Concessions for superannuation cost the federal budget almost $50bn a year while rental deductions, much of them for negative gearing, have jumped by more than half in three years, the annual Treasury summary of tax expenditures shows.
The ranking of revenue foregone in 2023-24, released on Wednesday, was headed by many of the usual groups, finding for example that shielding taxpayers’ main residence from capital gains taxes, saved them a combined $47.5bn for the year, up about a third from 2018-19.
Topping the list was concessions for super contributions, which cost the budget $28.55bn, up almost 23% from the previous year. Exemptions for earnings from super was ranked fifth largest at $20.05bn, down about 7% on the previous year.
Benefits for both types of super exemptions were skewed to higher income earners. In 2020–21, 90% of the contributions benefit went to people with above median income, and 30% went to people in the top tenth of taxable income earners.
The spread of benefits was even more uneven for super earnings, with the top 10% snaring 40% of the benefit. The Albanese government’s super concessions changes in its 2023-24 budget – doubling the tax on earnings from balances of $3m or more to 30% – will affect about 0.5% of the population with the full effect from 2027-28 on.
Another large cost to the budget came from investors claiming deductions for “maintaining and financing property interests”. In 2023-24, these deductions totalled $27.1bn, up from $17.1bn in 2020-21.
Treasury did not release the share of exemptions for rental losses – also known as negative gearing – for the most recent year. In 2021, though, 1.1m investors reported losses of $7.8bn and claimed a tax benefit of $2.7bn.
The spread of benefits in 2020-21 showed 80% of the tax reduction for rentals went to those above the median income, while 37% was collected by the top decile of earners, the government said.
The proposed changes to the stage-three tax cuts, announced last week, will only have a modest effect on revenue, the government has said. The increasing prospects of a second consecutive budget surplus in the 2023-24 year will also likely prompt calls for more cost of living relief.
The tax expenditure report provided targets for future changes to keep the budget close to or even in surplus, economists said.
“If you want to any kind of serious tax reform you’re going to need close off those holes in the income tax base,” the economic policy program director at the Grattan Institute, Brendan Coates, said. “With the federal budget facing a long-term structural deficit and big spending pressures looming, curbing these tax concessions should be a priority.
“[T]he latest Statement shows how personal income tax – the workhorse of the federal budget that accounts for just over 50% of total tax receipts – is also an increasingly leaky base due a labyrinth of concessions, deductions and deferral options available to the well advised.”
Coates said the super tax breaks, in particular, were more generous than needed as they were originally designed to help people replace or supplement the age pension. “[H]alf the tax benefits flow to the wealthiest 20% of households, who already have enough resources to fund their own retirement,” he said. “The cost of these concessions vastly outweigh the corresponding age pension savings.”
Property investors were also given excessive incentive to “load up on debt”, pushing up home prices in the process. “Reducing the CGT [capital gains tax] discount to 25% would reduce some of these distortions, without substantially reducing the rate of new home developments,” Coates said.
The director of the Australia Institute, Richard Denniss, said Australia had a low tax to total GDP ratio compared with many other nations but the scrapping of the carbon and resources taxes, among others, meant personal income tax carried too heavy a load.
Denniss, who debated tax reform with teal MP Allegra Spender at the National Press Club on Wednesday, said the commonwealth collected more money from the higher education contribution scheme (Hecs) than the Petroleum Resource Rent Tax (PRRT).
“Thank you, children,” Denniss said. “You’re the backbone of our economy, not the gas industry.”
Revisions to the PRRT do reveal a modest clawback of revenue for the government, the tax expenditure report shows. The extra revenue amounts to $500m this year, rising to $800m by 2025-26 before dropping back to $500m by 2026-27.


- YOUR OBJECTIVE
Which of the lines below hold the word "gridline"? Pull each of them out.

——

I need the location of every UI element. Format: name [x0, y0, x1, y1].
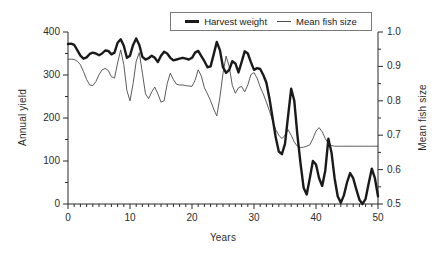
x-axis-title: Years	[68, 232, 378, 243]
left-axis-ticks	[63, 32, 68, 204]
x-tick-label: 50	[360, 212, 396, 223]
y-tick-label-left: 300	[26, 69, 60, 80]
chart-figure: Annual yield Mean fish size Years 010020…	[0, 0, 443, 256]
legend-swatch-mean-fish-size-icon	[277, 21, 291, 22]
y-tick-label-left: 0	[26, 198, 60, 209]
y-tick-label-right: 0.6	[387, 164, 421, 175]
y-tick-label-left: 100	[26, 155, 60, 166]
y-tick-label-right: 0.7	[387, 129, 421, 140]
legend-label-harvest-weight: Harvest weight	[204, 16, 267, 27]
y-tick-label-right: 0.5	[387, 198, 421, 209]
x-tick-label: 20	[174, 212, 210, 223]
x-tick-label: 30	[236, 212, 272, 223]
x-tick-label: 0	[50, 212, 86, 223]
legend-swatch-harvest-weight-icon	[185, 20, 199, 23]
legend-entry-harvest-weight: Harvest weight	[185, 16, 267, 27]
series-line-harvest-weight	[68, 38, 378, 204]
axis-lines	[68, 32, 378, 204]
x-tick-label: 40	[298, 212, 334, 223]
chart-legend: Harvest weight Mean fish size	[170, 12, 372, 31]
y-tick-label-left: 400	[26, 26, 60, 37]
bottom-axis-ticks	[68, 204, 378, 209]
right-axis-ticks	[378, 32, 383, 204]
legend-entry-mean-fish-size: Mean fish size	[277, 16, 357, 27]
y-tick-label-right: 0.8	[387, 95, 421, 106]
y-tick-label-left: 200	[26, 112, 60, 123]
y-tick-label-right: 1.0	[387, 26, 421, 37]
x-tick-label: 10	[112, 212, 148, 223]
y-tick-label-right: 0.9	[387, 60, 421, 71]
legend-label-mean-fish-size: Mean fish size	[296, 16, 357, 27]
y-axis-right-title: Mean fish size	[417, 58, 428, 178]
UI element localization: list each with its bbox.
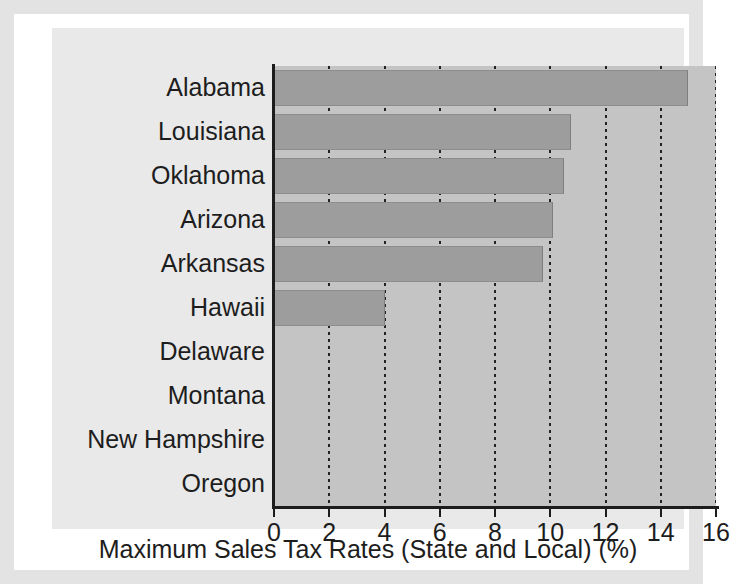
x-tick-label-16: 16	[686, 517, 734, 547]
x-tick-12	[605, 506, 607, 517]
category-label-arkansas: Arkansas	[52, 251, 272, 276]
category-label-new-hampshire: New Hampshire	[52, 427, 272, 452]
gridline-14	[660, 66, 662, 506]
x-tick-8	[494, 506, 496, 517]
x-tick-4	[384, 506, 386, 517]
category-label-montana: Montana	[52, 383, 272, 408]
category-label-delaware: Delaware	[52, 339, 272, 364]
category-label-hawaii: Hawaii	[52, 295, 272, 320]
gridline-12	[605, 66, 607, 506]
x-axis-title: Maximum Sales Tax Rates (State and Local…	[52, 535, 684, 564]
plot-area	[274, 66, 716, 506]
y-axis-line	[272, 64, 275, 508]
category-label-louisiana: Louisiana	[52, 119, 272, 144]
x-tick-16	[715, 506, 717, 517]
category-label-alabama: Alabama	[52, 75, 272, 100]
figure-panel: AlabamaLouisianaOklahomaArizonaArkansasH…	[52, 28, 684, 529]
x-tick-0	[273, 506, 275, 517]
bar-arizona	[274, 202, 553, 238]
category-label-oregon: Oregon	[52, 471, 272, 496]
bar-alabama	[274, 70, 688, 106]
category-label-oklahoma: Oklahoma	[52, 163, 272, 188]
x-tick-6	[439, 506, 441, 517]
x-tick-14	[660, 506, 662, 517]
category-label-arizona: Arizona	[52, 207, 272, 232]
x-tick-2	[328, 506, 330, 517]
y-axis-category-labels: AlabamaLouisianaOklahomaArizonaArkansasH…	[42, 66, 272, 506]
bar-arkansas	[274, 246, 543, 282]
bar-hawaii	[274, 290, 385, 326]
bar-oklahoma	[274, 158, 564, 194]
bar-louisiana	[274, 114, 571, 150]
x-tick-10	[549, 506, 551, 517]
gridline-16	[715, 66, 716, 506]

——

- RESPONSE AREA
gridline-14	[660, 66, 662, 506]
gridline-12	[605, 66, 607, 506]
gridline-16	[715, 66, 716, 506]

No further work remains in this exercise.